3 Replies Latest reply on Mar 26, 2015 5:49 AM by adinn

    How to Check Rules in Loaded application

    john.martin.3728

      How can we use bmcheck.sh to check rules in loaded web application in web server.

        • 1. Re: How to Check Rules in Loaded application
          adinn

          Hi John,

          How can we use bmcheck.sh to check rules in loaded web application in web server.

          Err, like this maybe ...

           

          $ bash ${BYTEMAN_HOME}/bin/bmcheck.sh
          

           

          :-)

           

          Alternatively, if you want to be able to run ti directly and without having to specify a path

           

          $ chmod u+x ${BYTEMAN_HOME}/bin/bmcheck.sh
          $ export PATH=$PATH:${BYTEMAN_HOME}/bin
          $ bmcheck.sh
          

           

          Of course, in order for this to work you need to have installed the Byteman agent into your web server with the agent listener enabled (you can only talk to the Byteman agent if it is installed and  listening for requests on a socket). If you install the agent using bminstall.sh then the listener will have been enabled automatically. If you  are using -javaagent on the command line you need to add listener:true to the options list following the = sign e.g. add something which looks like the following option to the command line

           

          java -javaagent:${BYTEMAN_HOME}/lib/byteman=script:/path/to/myscript.btm,listener:true ...
          
          • 2. Re: How to Check Rules in Loaded application
            john.martin.3728

            Hi Andrew,

             

            I am going through jboss byteman source code . As this is open source project can i get design document and flow diagram of project so i can understand very well.

            Thanks in Advance,

            • 3. Re: How to Check Rules in Loaded application
              adinn

              Hi John,

               

              As this is open source project can I get design document and flow diagram of project so i can understand very well.

               

              Hmm, as this is an open source project I am afraid not . . . :-)

               

              There are no separate design documents or flow diagrams for this project. Pretty much all the existing documentation is provided  in the Byteman code as javadoc comments and other code comments. I implemented most of the code (including all the really tricky bits) on my own between 2009 and 2011. So, there has not been any significant discussion of design discussions on the design forum. Some details of how Byteman works are provided in the paper I presented at the AOSD 2011. You can obtain a copy from the ACM's digitial library.

               

              The same applies for the packages it relies on (Java SE JVMTI Java agent libraries, ASM 3.3 bytecode manipulation libraries and JavaCUP/JFlex parser generator libaries).

               

              If you want to ask specific questions about how the code is designed please do so by posting them to the design forum. I am very happy to explain what the code is doing to anyone who is at all interested. I would also welcome the opportunity that will provide to write down some of the more important aspects of how Byteman has been built and how it operates.

               

              As for what is already documented for you to read now:

               

              All of the tricky algorithms implemented specifically for Byteman are described very carefully by comments in the code -- never mind anyone else, I cannot maintain it without a reminder of how it is works. That is true even though I invented some of the algorithms myself (n.b. I don't think any of them are truly original -- they are all based, to some degree, on known compiler design techniques). For the same reason, in most of the remaining non-obvious cases I have documented: what methods are supposed to do; what classes are used for; what specific field values represent; and so on. Common Java coding idioms and basic knowledge of how bytecode is organized plus how certain parser and compiler algorithms/data representations are defined is assumed in some parts of the code (see below for where to acquire that understanding).  Don't let that put you off. Most of the code is straightforward bread and butter programming -- I only spend time complicating code when there is a reason (like algorithmic complexity, provable correctness or performance).

               

              The JVM API that Byteman relies on (JVMTI Java agent APIs) is described in the Java SE documentation for package java.lang.instrument which you can find on Oracle's site for JDK6 and upwards (the API has not changed since Java 6).

               

              The ASM package used to manipulate bytecode is described in the ASM code. The code contains many example programs which show you how to use the package. Reading it is a good introduction to bytecode if you don't already know about how it works. If you want more details you need to study the Java VM specification.

               

              The JavaCUP and JFLex libraries are Java equivalents to the C programs Bison and Flex and are used to implement an LALR shift-reduce  parser and regexp based tokeniser which are combined to implement a parser for the body of Byteman rules (everything from IF to ENDRULE). I used this in preference to the more common choice (in Java circles) of recursive descent parsers (usually  ANTLR) because my experience is that LALR grammars provide clearer operator handling, more readable grammars and better error handling than the grammars handled by shift-reduce parsers. If you want to understand how both types of grammar work and what the differences between them are consult the Dragon book -- Aho, Sethi and Ullman's Compilers: Principles, Techniques, and Tools, the standard book on compiler design -- or, better still, Aho and Ullman's 2 volumes entitled The Theory of Parsing, Translation and Compiling. The latter is one of the truly great pinnacles of 1960s computer science (indeed, of all time) and deserves to be much better known and read than it currently is.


▸ INSTRUCTIONS TO FOLLOW
This task asks for the lines from the one with "What do you see at coordinates (878, 331)" to the final line below, repeated exactly, with pictures omitted.

Saved entries

= = = = = = =

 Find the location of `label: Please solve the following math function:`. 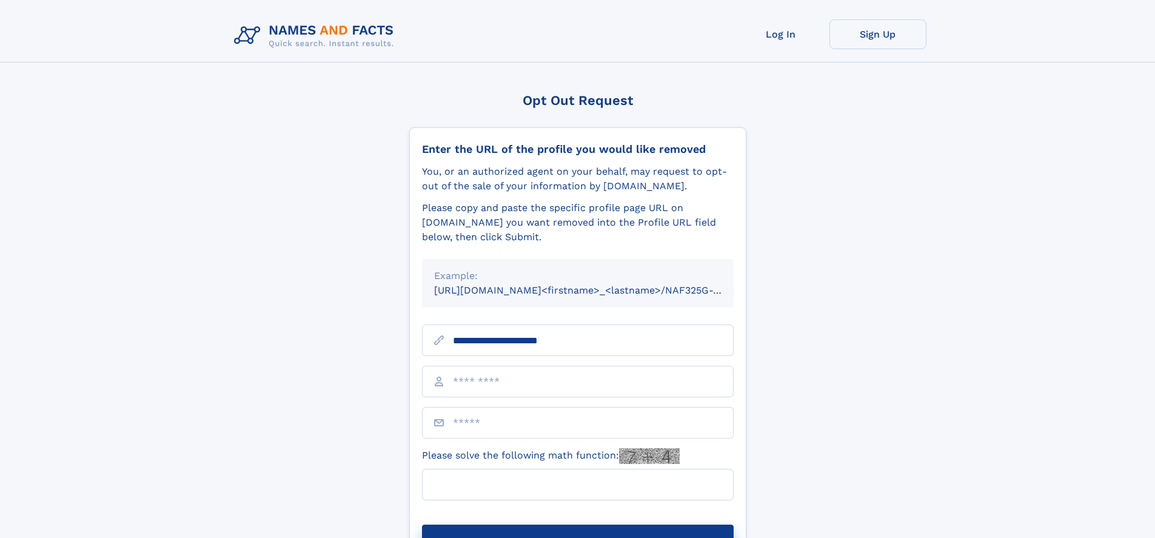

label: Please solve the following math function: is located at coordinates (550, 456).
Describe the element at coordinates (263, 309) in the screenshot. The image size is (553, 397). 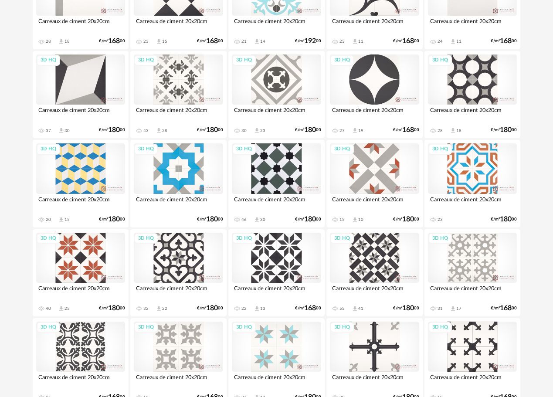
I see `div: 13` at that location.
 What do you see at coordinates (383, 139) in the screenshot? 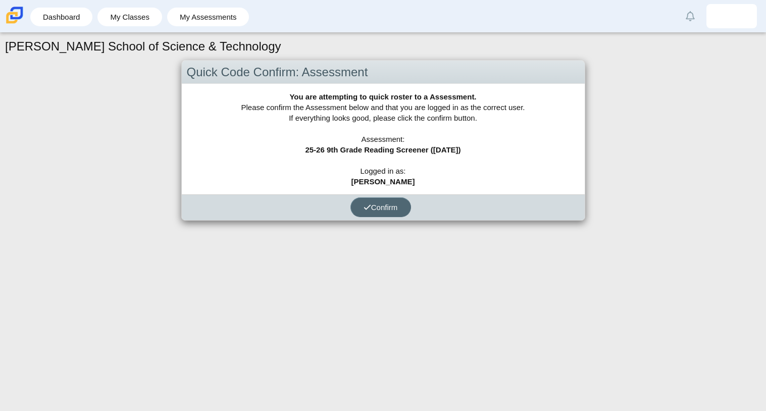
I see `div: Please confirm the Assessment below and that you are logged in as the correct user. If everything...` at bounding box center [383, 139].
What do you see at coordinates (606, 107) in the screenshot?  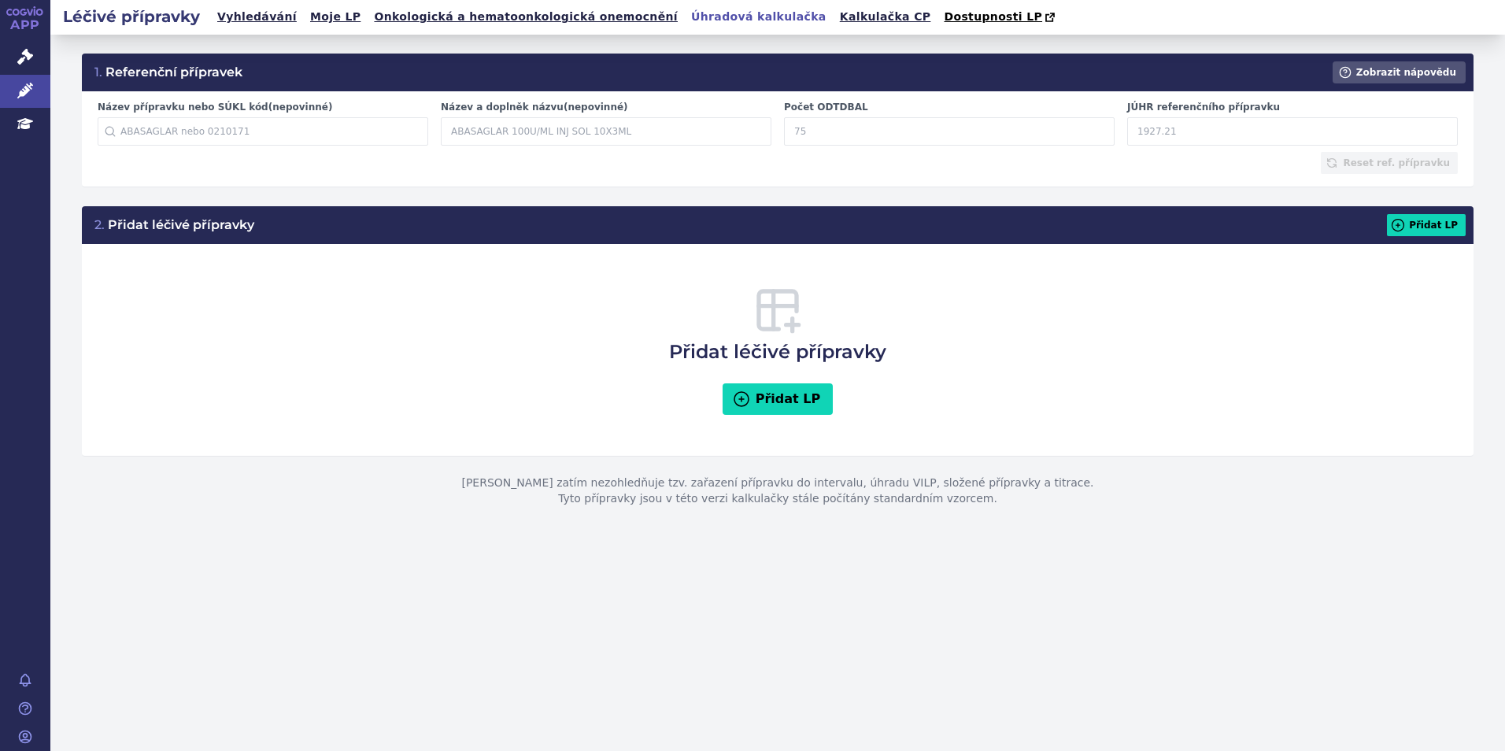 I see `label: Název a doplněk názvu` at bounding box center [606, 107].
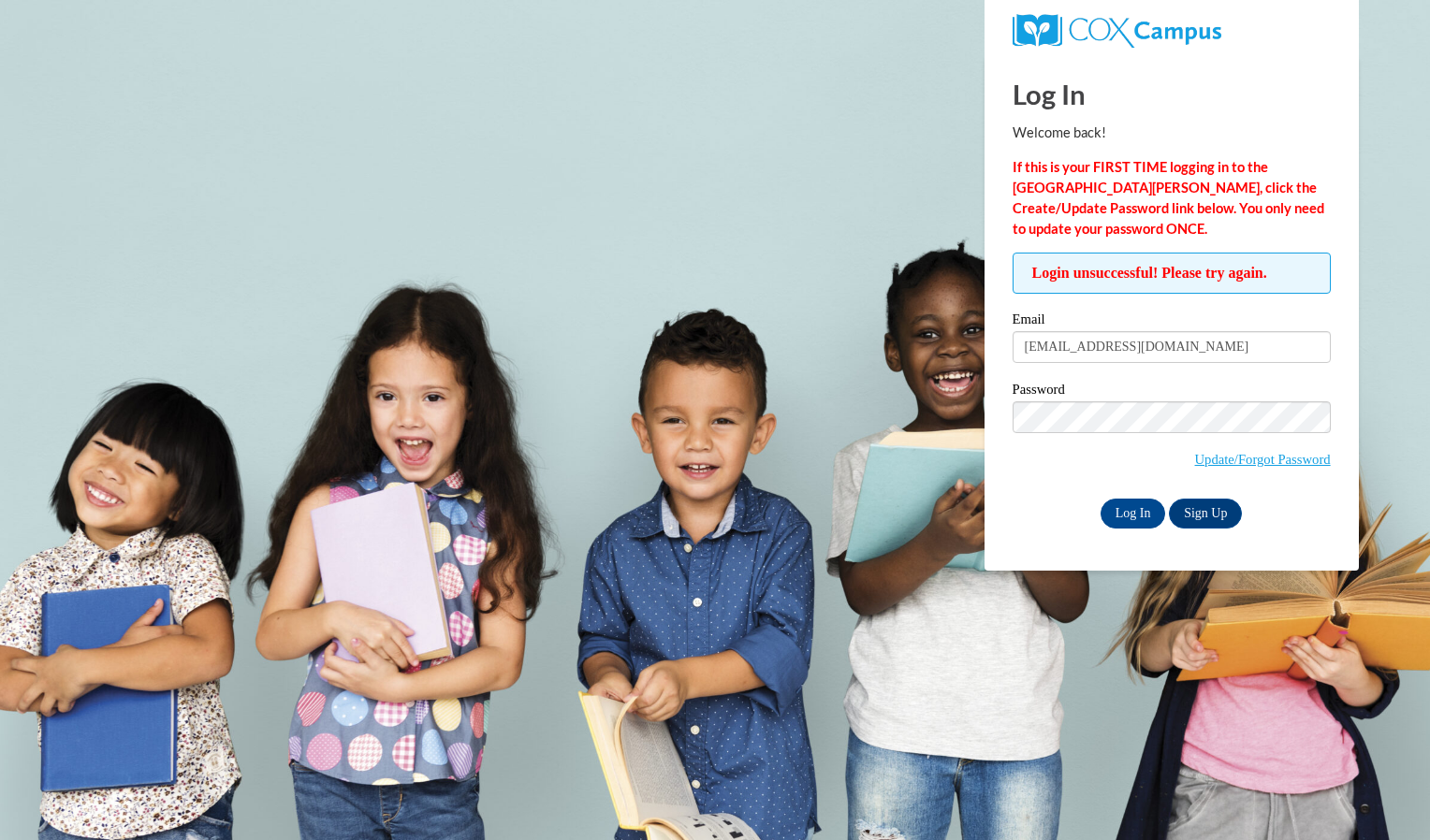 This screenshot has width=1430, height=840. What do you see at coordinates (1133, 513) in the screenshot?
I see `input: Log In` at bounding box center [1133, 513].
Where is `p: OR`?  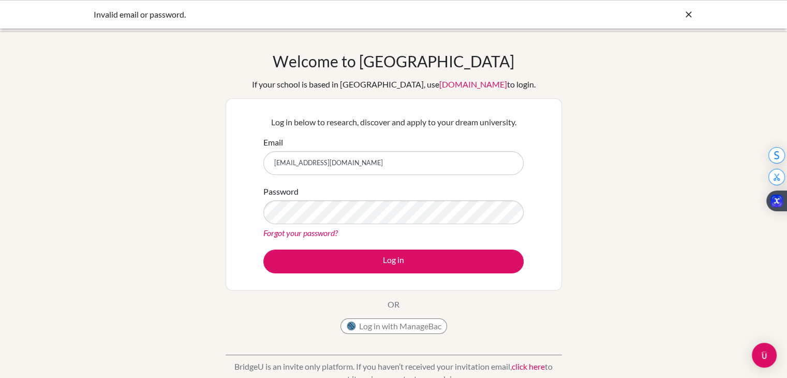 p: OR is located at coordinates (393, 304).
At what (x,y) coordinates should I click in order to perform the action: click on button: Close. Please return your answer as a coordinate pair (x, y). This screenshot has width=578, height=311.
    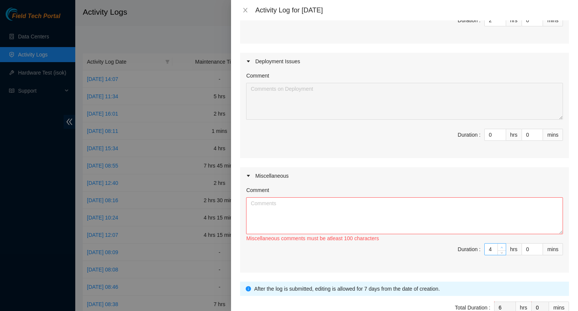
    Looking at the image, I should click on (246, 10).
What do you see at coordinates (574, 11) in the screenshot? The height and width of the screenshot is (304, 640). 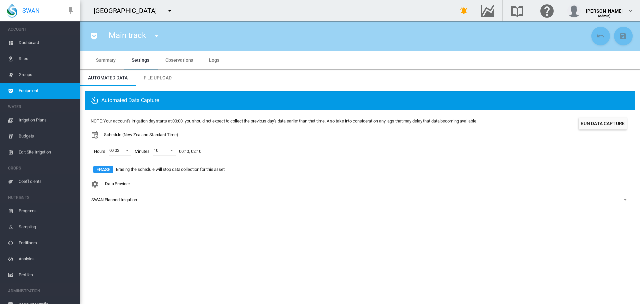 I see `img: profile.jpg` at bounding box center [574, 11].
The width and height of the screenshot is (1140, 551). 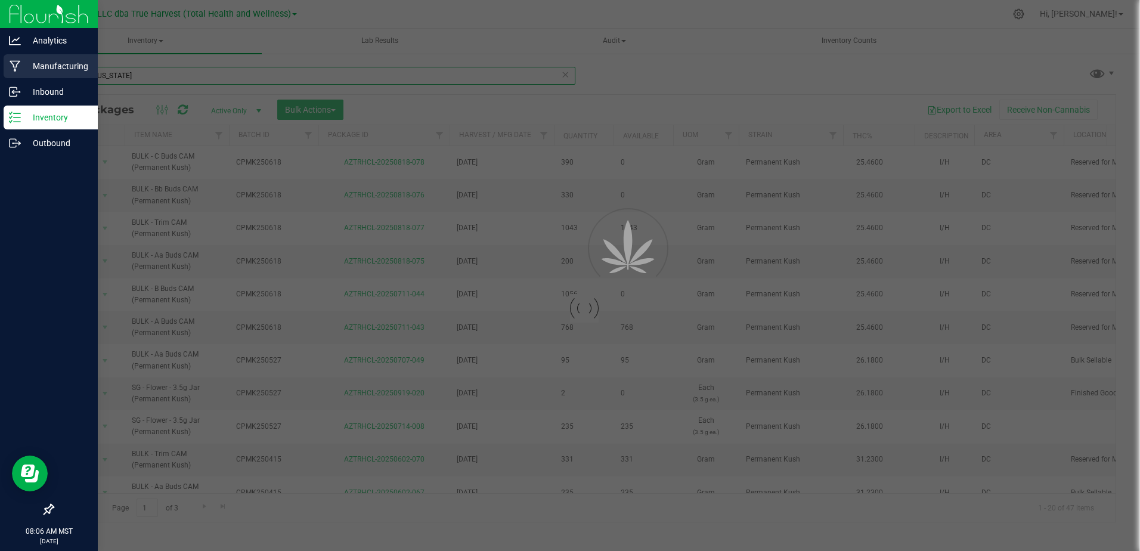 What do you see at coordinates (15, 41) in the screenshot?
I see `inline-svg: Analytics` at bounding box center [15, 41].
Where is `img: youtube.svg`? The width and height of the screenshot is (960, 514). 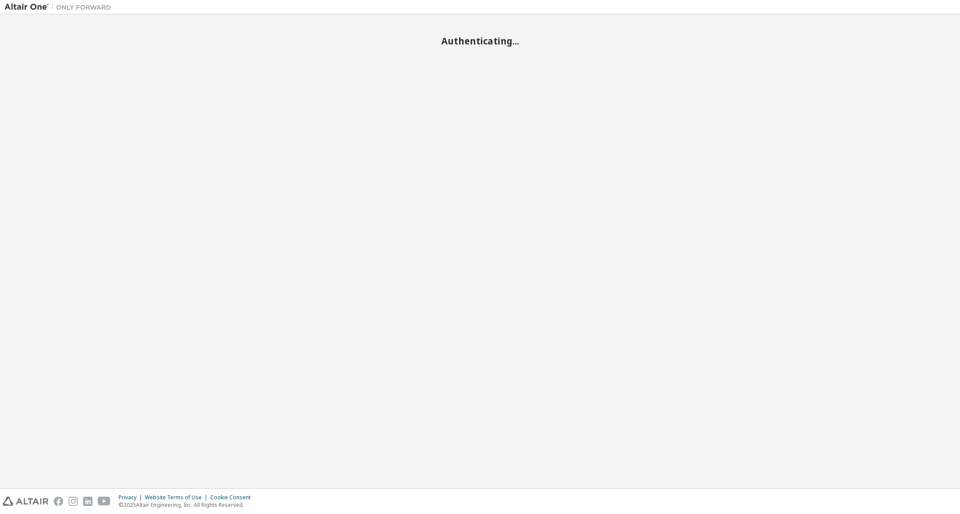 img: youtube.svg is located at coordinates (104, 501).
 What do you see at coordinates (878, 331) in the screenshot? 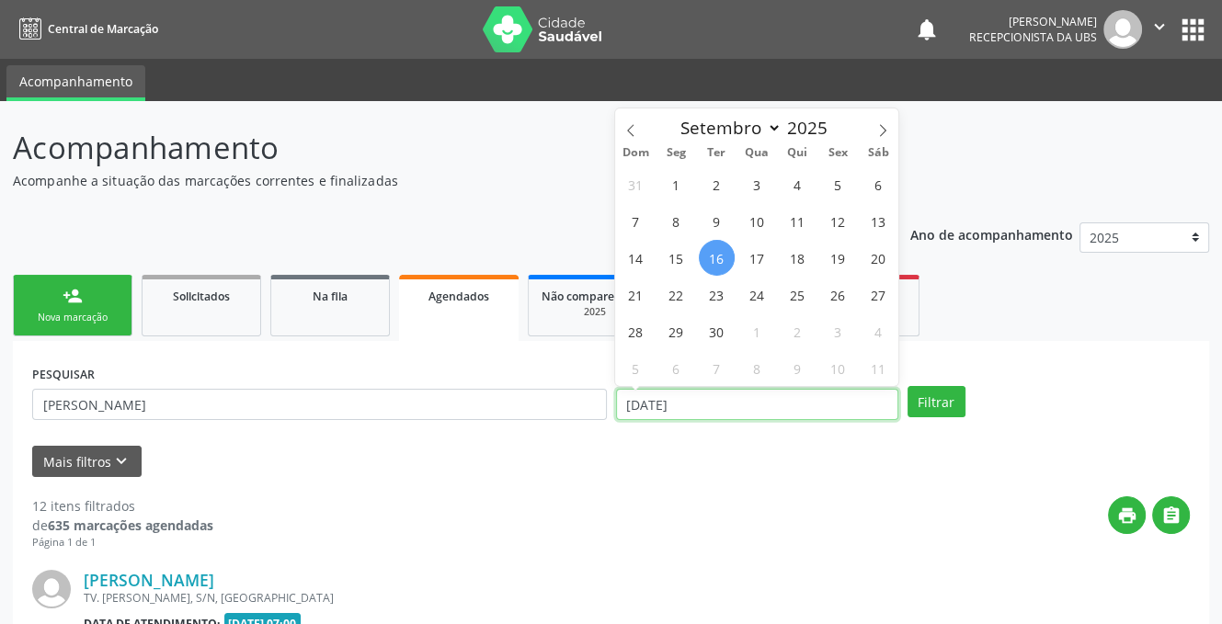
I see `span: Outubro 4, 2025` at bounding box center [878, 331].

= = = = = = =

▸ SOLUTION BELOW
 What do you see at coordinates (878, 331) in the screenshot? 
I see `span: Outubro 4, 2025` at bounding box center [878, 331].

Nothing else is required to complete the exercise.